To confirm this, the new study used brain scans from healthy individuals to predict the spread of brain atrophy in patients with FTD over a year.

The functional MRI (fMRI) scans from healthy individuals were used to build standardised maps of the main functional partners of 175 brain regions. The team then identified which of these networks best matched the pattern of brain atrophy seen in a given FTD patient’s baseline brain scans. This was concluded to be the epicentre of the patient’s brain degeneration.

The same connectivity maps were then used to predict where the patient’s atrophy was most likely to spread. In follow-up scans one year later, they found that two particular connectivity measures significantly improved their predictions of a given brain region’s chances of developing brain atrophy.

One, called ‘shortest path to the epicentre’ captured the number of synaptic steps that region was from the estimated disease beginnings, while the other, called ‘nodal hazard’ represented how many regions connected to another were already experiencing significant atrophy.

“It’s like with an infectious disease, where your chances of becoming infected can be predicted by how many degrees of separation you have from ‘Patient Zero’ but also by how many people in your immediate social network are already sick,” said study lead author Dr Jesse Brown, assistant professor of neurology at UCSF.

The researchers showed that, generally, these two measures of network connectivity are more accurate at projecting the spread of disease to a new brain region than a simple straight-line distance from a patient’s existing atrophy.

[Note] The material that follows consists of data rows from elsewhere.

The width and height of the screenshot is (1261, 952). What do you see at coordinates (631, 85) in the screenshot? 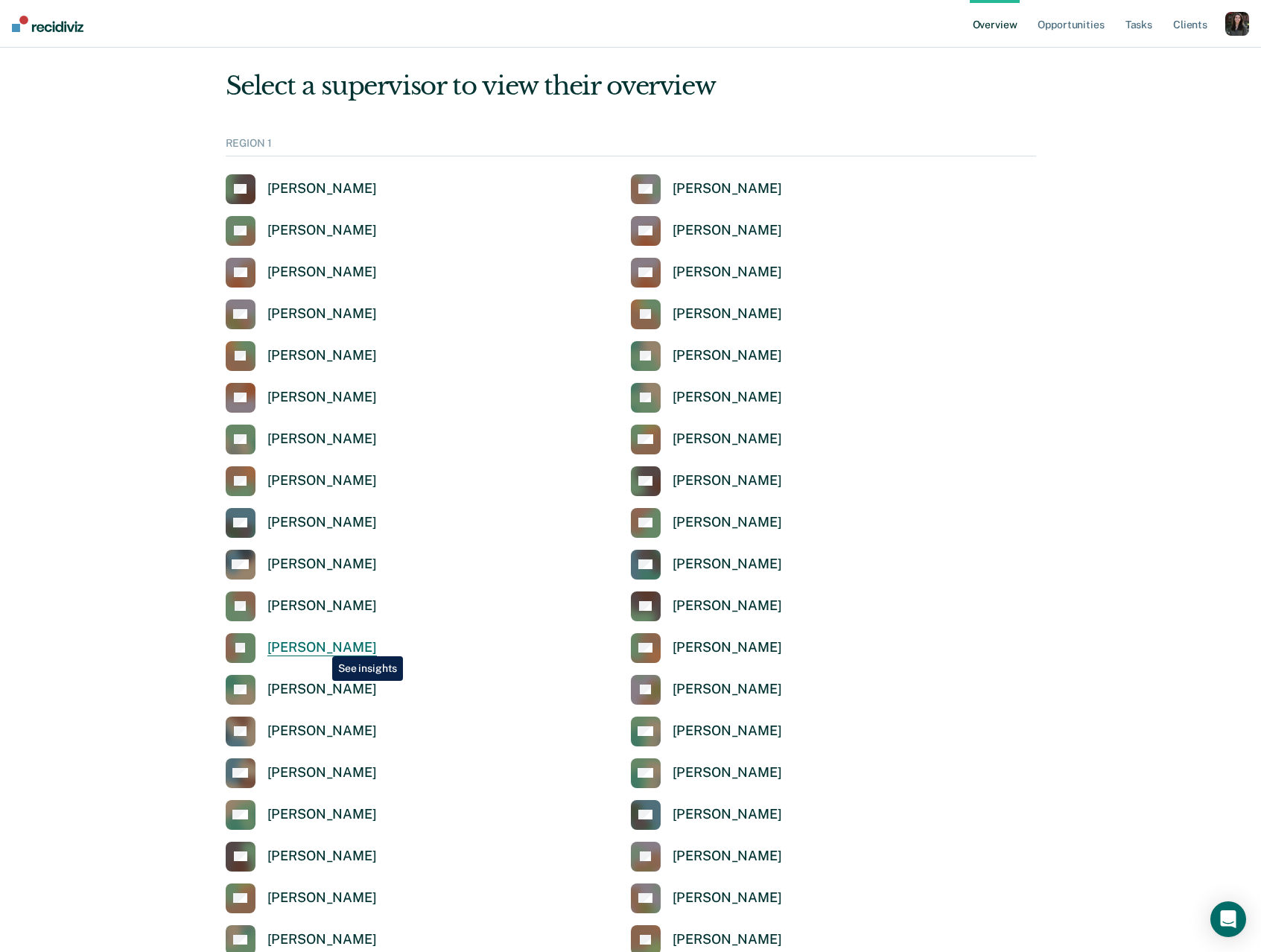
I see `div: Select a supervisor to view their overview` at bounding box center [631, 85].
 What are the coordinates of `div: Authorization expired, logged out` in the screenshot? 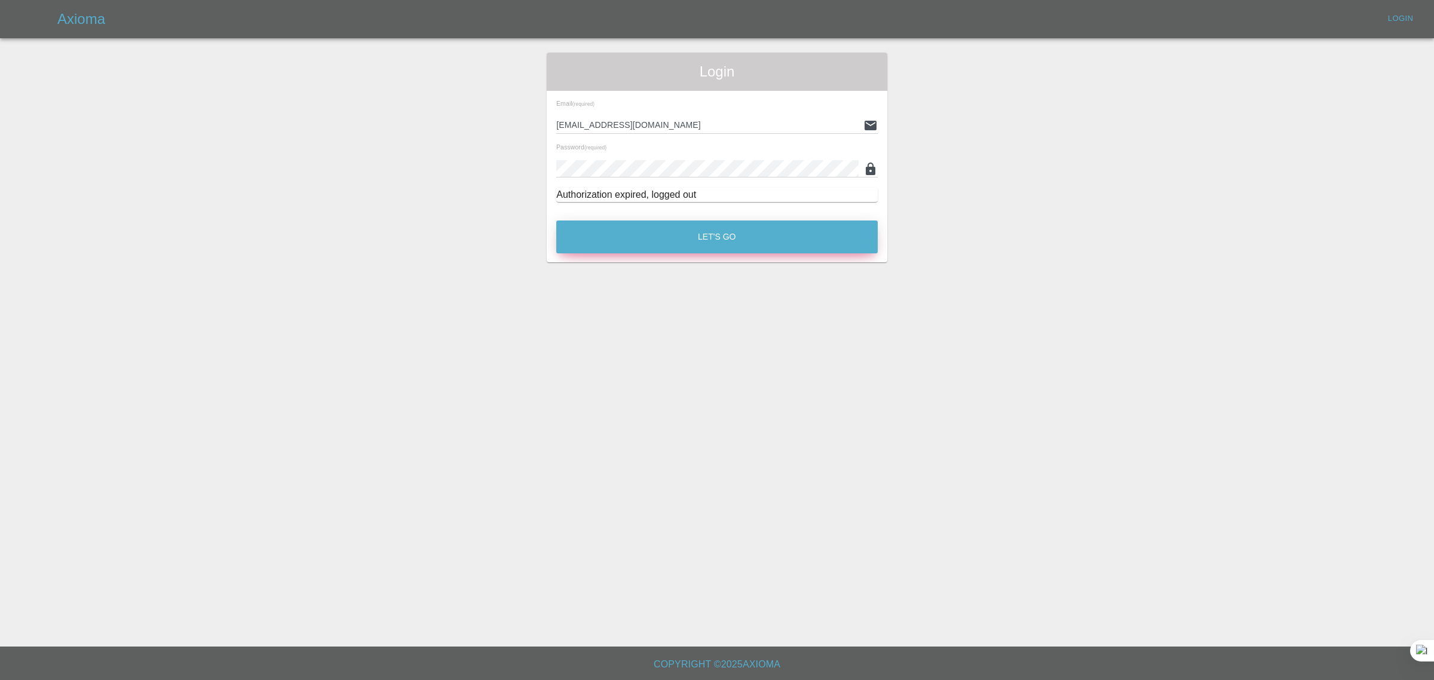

In many cases, the disease completely bypassed brain areas that were adjacent but not anatomically connected to already-atrophied regions, instead jumping to more functionally linked regions.

“Knowing how dementia spreads opens a window onto the biological mechanisms of the disease – what parts of our cells or neural circuits are most vulnerable,” said Dr Brown. “You can’t really design a treatment until you know what you’re treating.”

The researchers concluded that in the future, scientists might be able to develop therapies that specifically target the likely next site of disease and perhaps prevent atrophy from spreading from one region to another.

The study was published in Neuron.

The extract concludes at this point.